House Votes Historic Increase in Arts Funding/
Defeats Efforts to Cut NEA Spending
Arts advocates scored an impressive victory on the floor of the House of Representatives as Members of Congress on June 27 voted approval of an increase of $35.6 million for the National Endowment for the Arts (NEA), setting a proposed budget for the NEA at $160 million in the passage of the Fiscal 2008 Interior Appropriations Bill, and defeating three amendments targeted at cutting or eliminating funds for the arts endowment.
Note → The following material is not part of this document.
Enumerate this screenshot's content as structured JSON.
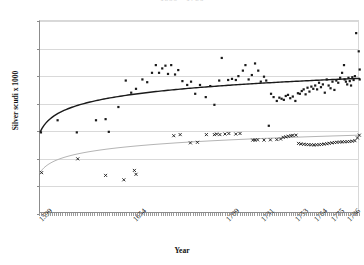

Debate on the bill's provisions stretched over two days and late into the evenings, as the champions of federal arts funding, led by Interior Appropriations Subcommittee Chair Norm Dicks (D-WA) made the case repeatedly for the value of the public investment in the arts. Reps. Louise Slaughter (D-NY) and Christopher Shays (R-CT), co-chairs of the Congressional Arts Caucus, joined Dicks in support of the NEA funding increase, citing the value of the arts as "a personally enriching experience," as "engines of job development and economic growth," and "important for the education of our children."
Dicks noted that the NEA "has been transformed since the arts funding debate of the 1990s," crediting former NEA Chair Bill Ivey with restoring congressional confidence in the agency's public purpose, and current Chair Dana Gioia with energizing the agency with new programs and "a commitment to reach beyond the cultural centers of our major cities."
Amendments offered on the House floor by Reps. Rob Bishop (R-UT), Ginny Brown-Waite (R-FL), and Doug Lamborn (R-CO) each threatened to cut the arts funding proposed in the bill approved by the Appropriations Committee.
The opponents of the federal arts spending were careful to point out, as Lamborn said, that "opposition to the NEA should not be perceived as opposition to the arts." Their arguments focused on the need for spending restraint and a focus on other budget priorities. Dicks pointed out that the $160 million provided in the bill "only partially restores cuts made...a decade ago" and that with inflation, the amount in the bill "is $100 million below the level provided in 1993."
Brown-Waite recalled NEA-funded projects from the past which she characterized as "controversial, offending and downright disgusting." She said that "Americans are tired of wasteful Washington spending and are unwilling to pay for this so-called art with their tax dollars."
Bishop's amendment, which aimed at cutting NEA funds to the level of $128 million proposed in the President's FY08 budget and redistributing the money to border crossing enforcement, failed by a vote of 156 ayes to 270 noes. Brown-Waite's amendment to cut the arts endowment's funding by the same amount without any redistribution, lost by a vote of 137 and 285. Lamborn's amendment to eliminate entirely the NEA funding lost, 97 to 335.
Action now shifts to the Senate, where the Appropriations Committee has approved its version of the Interior funding bill with an increase in the NEA budget of $9 million over the 2007 level of $124 million.
Many thanks to all of you for your unrelenting advocacy and persuasive contacts with your Representatives in Congress. The actions taken on the House floor this week are testament to your efforts.